Ever since we began hunting with the bow, we had talked of shooting grizzlies. We thought of an Alaskan trip as a remotely attainable adventure, and planned murderous arrows of various ingenious spring devices to increase their cutting qualities. We estimated the power of formidable bows necessary to pierce the hides of these monsters. In fact, it was the acme of our hunting desires.
We read the biography of John Capen Adams and his adventures with the California grizzlies, and Roosevelt's admirable descriptions of these animals. They filled out our dreams with detail. And after killing black bears we needed only the opportunity to make our wish become an exploit.
The opportunity to do this arrived unexpectedly, as many opportunities seem to, when the want and the preparedness coincide.
The California Academy of Sciences has in its museum in Golden Gate Park, San Francisco, a collection of very fine animal habitat groups, among which are deer, antelope, mountain sheep, cougars, and brown bear. While an elk group was being installed, it happened that the taxidermist, Mr. Paul Fair, said to me that the next and final setting would be one of grizzly bears. In surprise, I asked him if it were not a fact that the California grizzly was extinct. He said this was true, but the silver-tip bear of Wyoming was a grizzly and its range extended westward to the Sierra Nevada Mountains; so it could properly be classified as a Pacific Coast variety. He cited Professor Merriam's monograph on the classification of grizzlies to prove his statements. He also informed me that permit might be obtained from Washington to secure these specimens in Yellowstone National Park.
Immediately I perceived an opportunity and interviewed Dr. Barton Everman, curator of the museum, concerning the feasibility of offering our services in taking these bears at no expense to the academy. Incidentally, we proposed to shoot them with the bow and arrow, and thereby answer a moot question in anthropology. The proposition appealed to him, and he wrote to Washington for a permit to secure specimens in this National Park, stating that the bow and arrow would be used. I insisted upon this latter stipulation, so that there should be no misunderstanding if, in the future, any objection was raised to this method of hunting.
In a very short time permit was given to the academy, and we started our preparations for the expedition. This was late in the fall of 1919, and bear were at their best in the spring, just after hibernation; so we had ample time.
It was planned that Mr. Compton, Mr. Young, and I should be the hunters, and such other assistance would be obtained as seemed necessary. We began reviewing our experience and formulating the principles of the campaign.
Our weapons we now considered adequate in the light of our contact with black bears. We had found that our bows were as strong as we could handle, and ample to drive a good arrow through a horse, a fact which we had demonstrated upon the carcasses of recently dead animals.
But we decided to add to the length of our arrowheads, and use tempered instead of soft steel as heretofore. We took particular pains to have them perfect in every detail.
Then we undertook the study of the anatomy of bears and the location and size of their vital organs. In the work of William Wright on the grizzly, we found valuable data concerning the habits and nature of these animals.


### Problem to solve
Quote the entries in full, character for character, without their images.

== Provided entries

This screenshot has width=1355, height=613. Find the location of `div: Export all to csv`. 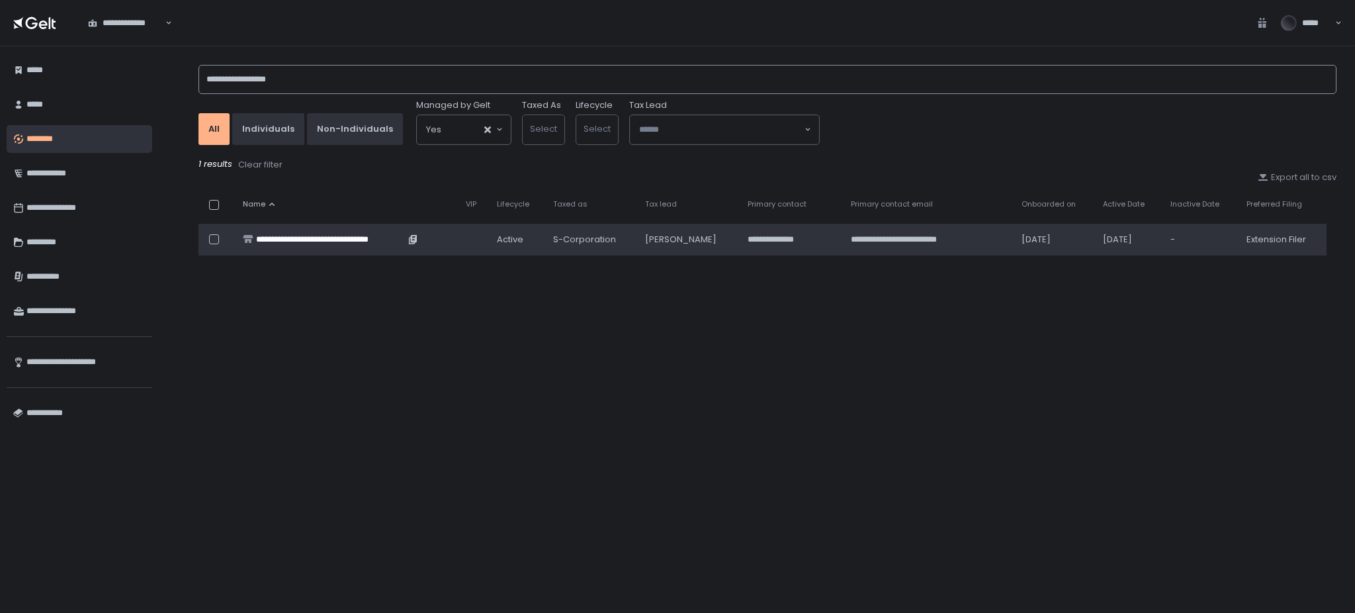

div: Export all to csv is located at coordinates (1297, 177).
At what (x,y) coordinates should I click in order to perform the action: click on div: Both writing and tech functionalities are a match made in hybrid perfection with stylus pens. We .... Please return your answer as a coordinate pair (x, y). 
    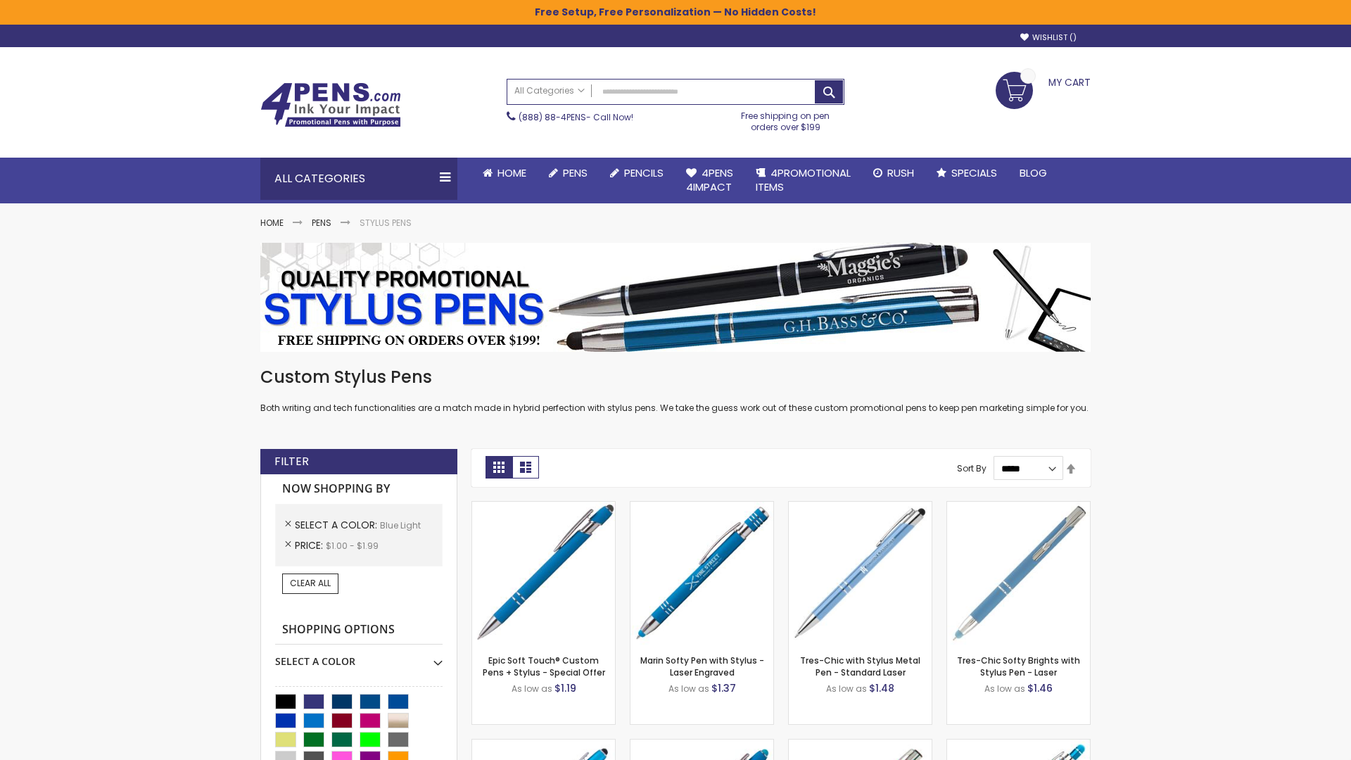
    Looking at the image, I should click on (676, 390).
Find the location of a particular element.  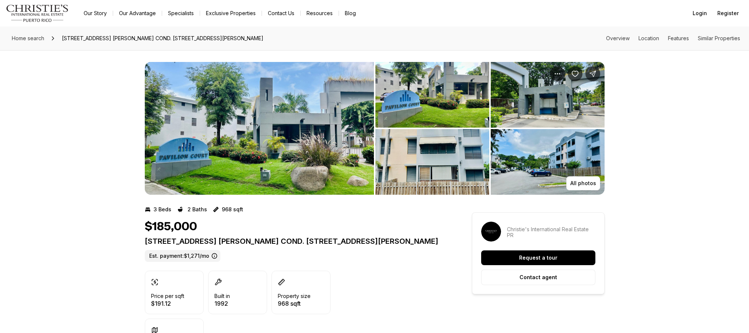

div: Listing Photos is located at coordinates (375, 128).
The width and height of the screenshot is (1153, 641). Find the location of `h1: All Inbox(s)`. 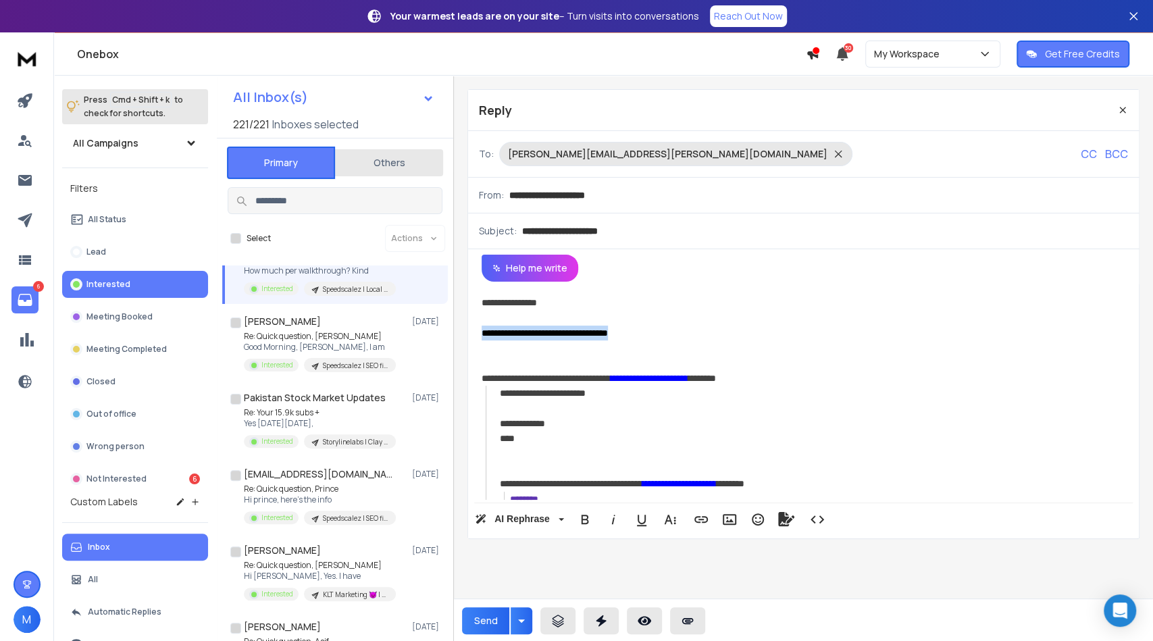

h1: All Inbox(s) is located at coordinates (270, 97).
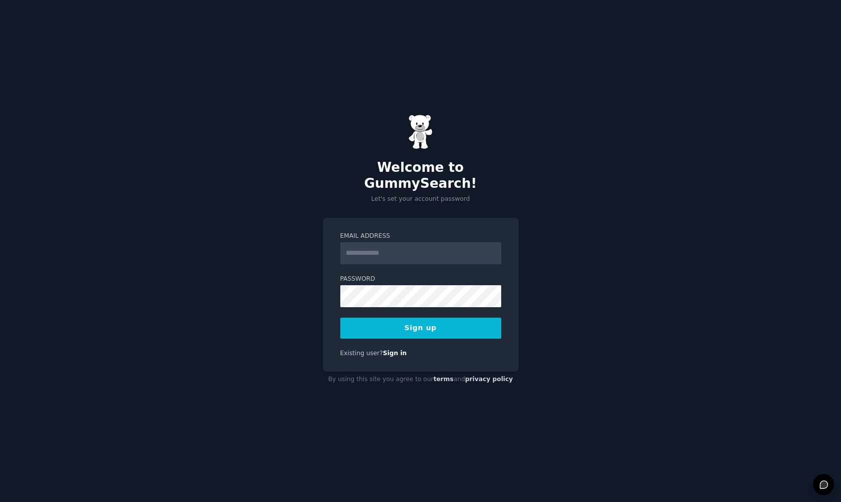  What do you see at coordinates (395, 353) in the screenshot?
I see `a: Sign in` at bounding box center [395, 353].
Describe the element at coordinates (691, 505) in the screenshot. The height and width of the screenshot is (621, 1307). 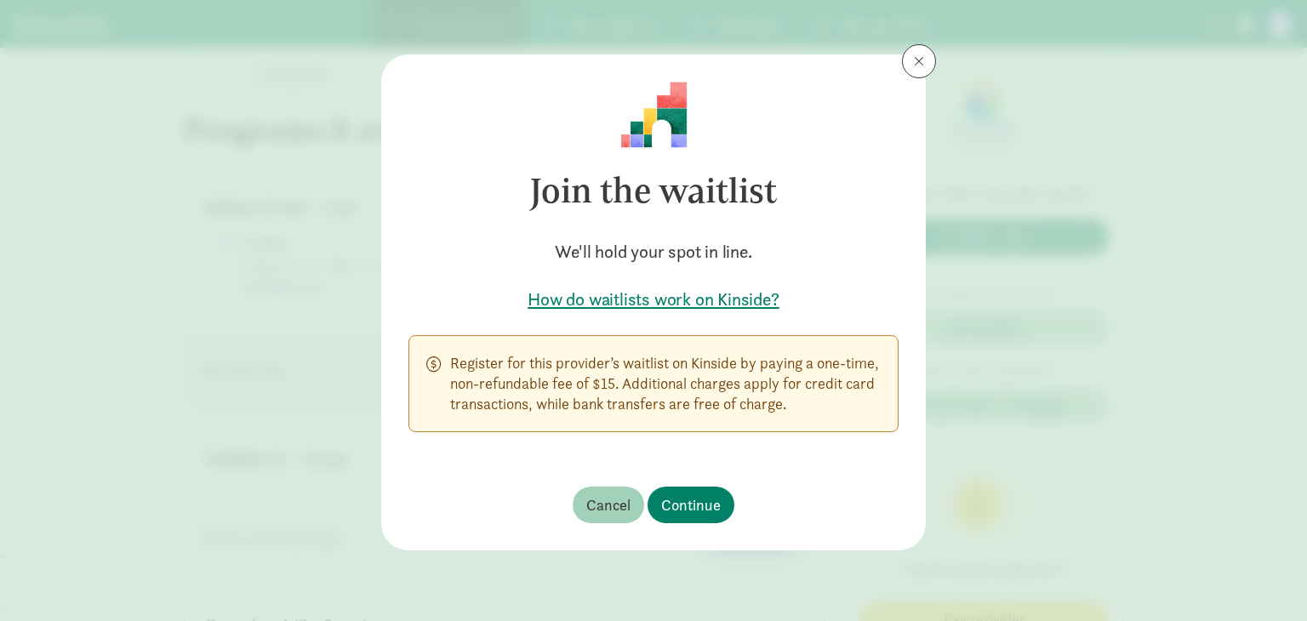
I see `button: Continue` at that location.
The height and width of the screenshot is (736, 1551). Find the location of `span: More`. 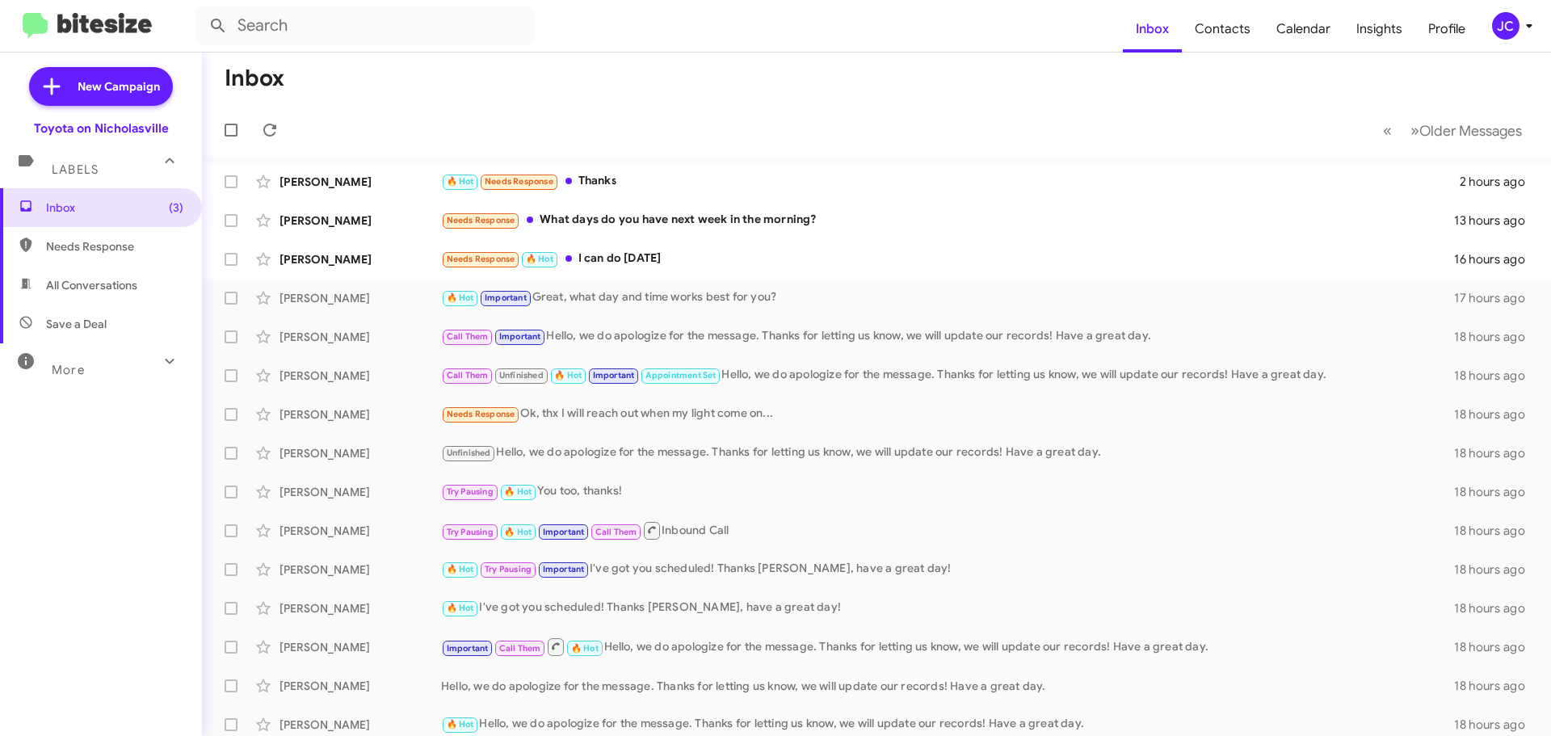

span: More is located at coordinates (68, 370).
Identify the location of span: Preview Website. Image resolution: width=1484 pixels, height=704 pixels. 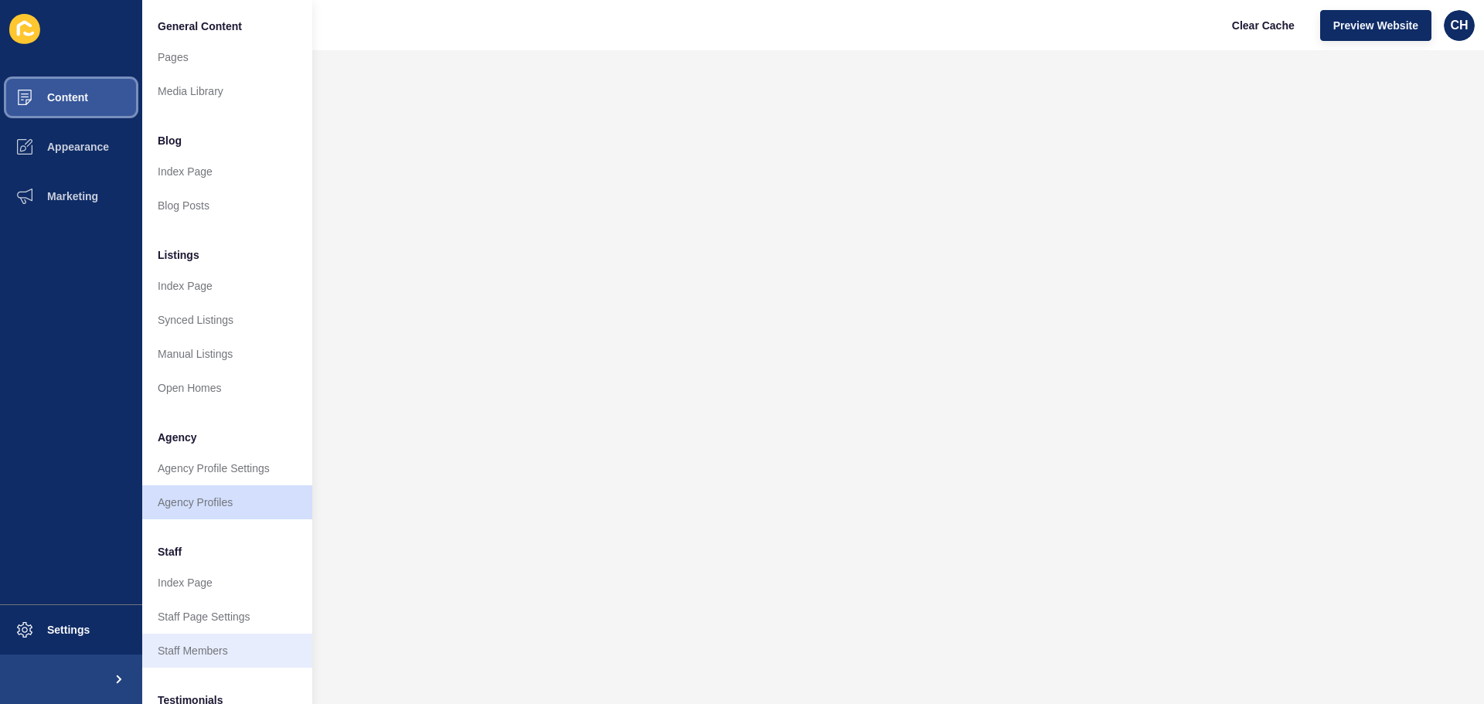
(1376, 26).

====

### Solution for this task
This screenshot has width=1355, height=613. Find the location of `div: Export all to csv`. 

div: Export all to csv is located at coordinates (1297, 177).
At what (x,y) coordinates should I click in order to perform the action: click on div: Both writing and tech functionalities are a match made in hybrid perfection with stylus pens. We .... Please return your answer as a coordinate pair (x, y). 
    Looking at the image, I should click on (676, 390).
Find the location of a particular element.  

div: Listing Photos is located at coordinates (375, 128).
The width and height of the screenshot is (1153, 641). Find the location of `h1: All Inbox(s)`. 

h1: All Inbox(s) is located at coordinates (270, 97).
  What do you see at coordinates (395, 353) in the screenshot?
I see `a: Sign in` at bounding box center [395, 353].
Describe the element at coordinates (691, 505) in the screenshot. The height and width of the screenshot is (621, 1307). 
I see `button: Continue` at that location.
The height and width of the screenshot is (736, 1551). Find the location of `span: More`. 

span: More is located at coordinates (68, 370).
Identify the location of span: Preview Website. Image resolution: width=1484 pixels, height=704 pixels. 
(1376, 26).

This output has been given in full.